Monday 16 July 2018

Comparing Latencies and Power consumption with various CPU schedulers

The low-latency kernel offering with Ubuntu provides a kernel tuned for low-latency environments using low-latency kernel configuration options.  The x86 kernels by default run with the Intel-Pstate CPU scheduler set to run with the powersave scaling governor biased towards power efficiency.

While power efficiency is fine for most use-cases, it can introduce latencies due to the fact that the CPU can be running at a low frequency to save power and also switching from a deep C state when idle to a higher C state when servicing an event can also increase on latencies.

In a somewhat contrived experiment, I rigged up an i7-3770 to collect latency timings of clock_nanosleep() wake-ups with timer event coalescing disabled (timer_slack set to zero) over 60 seconds across a range of CPU scheduler and governor settings on a 4.15 low-latency kernel.  This can be achieved using stress-ng, for example:

 sudo stress-ng --cyclic 1 --cyclic-dist 100 –cyclic-sleep=10000 --cpu 1 -l 0 -v \
--cyclic-policy rr --cyclic-method clock_ns --cpu 0 -t 60 --timer-slack 0  

..the above runs a cyclic measurement collecting latency counts in 100ns buckets with a clock_nanosecond wakeup interval of 10,000 nanoseconds with zero % load CPU stressor and timer slack set to 0 nanoseconds.  This dumps latency distribution stats that can be plotted to see where the modal latency points occur and the latency characteristics of the CPU scheduler.

I also used powerstat to measure the power consumed by the CPU package over a 60 second interval.  Measurements for the Intel-Pstate CPU scheduler [performance, powersave] and the ACPI CPU scheduler (intel_pstate=disabled) [performance, powersave, conservative and ondemand] were taken for 1,000,000 down to 10,000 nanosecond timer delays.

1,000,000 nanosecond timer delays (1 millisecond)

Strangely the powersave Intel-Pstate is using the most power (not what I expected).

The ACPI CPU scheduler in performance mode has the best latency distribution followed by the Intel-Pstate CPU scheduler also in performance mode.

100,000 nanosecond timer delays (100 microseconds)

Note that Intel-Pstate performance consumes the most power...
...and also has the most responsive low-latency distribution.

10,000 nanosecond timer delays (10 microseconds)

In this scenario, the ACPI CPU scheduler in performance mode was consuming the most power and had the best latency distribution.

It is clear that the best latency responses occur when a CPU scheduler is running in performance mode and this consumes a little more power than other CPU scheduler modes.  However, it is not clear which CPU scheduler (Intel-Pstate or ACPI) is best in specific use-cases.

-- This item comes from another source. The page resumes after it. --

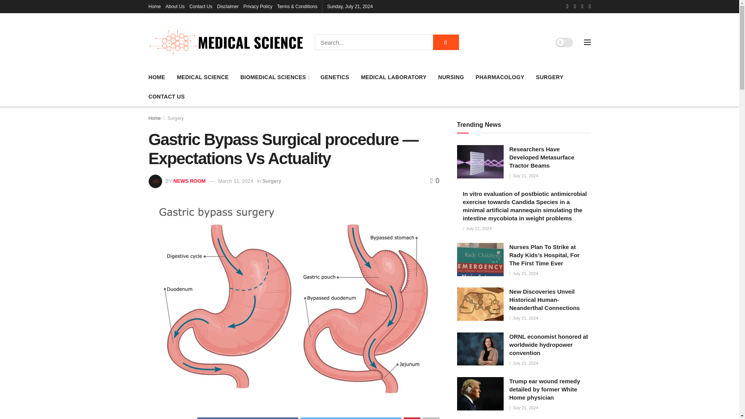  I want to click on GENETICS, so click(335, 77).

The conclusion is rather obvious;  but needs to be stated.  For best low-latency response, set the CPU governor to the performance mode at the cost of higher power consumption.  Depending on the use-case, the extra power cost is probably worth the improved latency response.

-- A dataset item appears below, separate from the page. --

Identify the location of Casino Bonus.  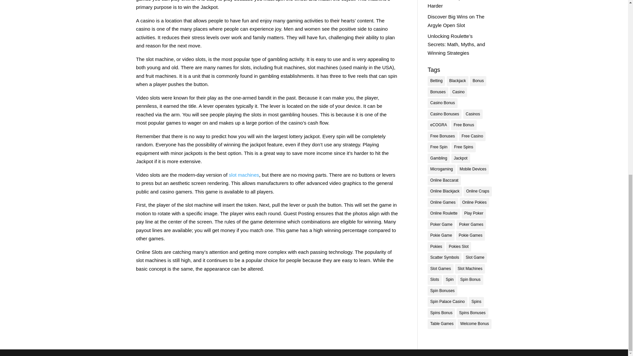
(442, 103).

As mentioned earlier, this is a somewhat contrived experiment, only one CPU was being exercised with a predictable timer wakeup.  A more interesting test would be with data handling, such as incoming packet handling over ethernet at different rates; I will probably experiment with that if and when I get more time.  Since this was a synthetic test using stress-ng, it does not represent real world low-latency scenarios, however, it may be worth exploring CPU scheduler settings to tune a low-latency configuration rather than relying on the default CPU scheduler setting.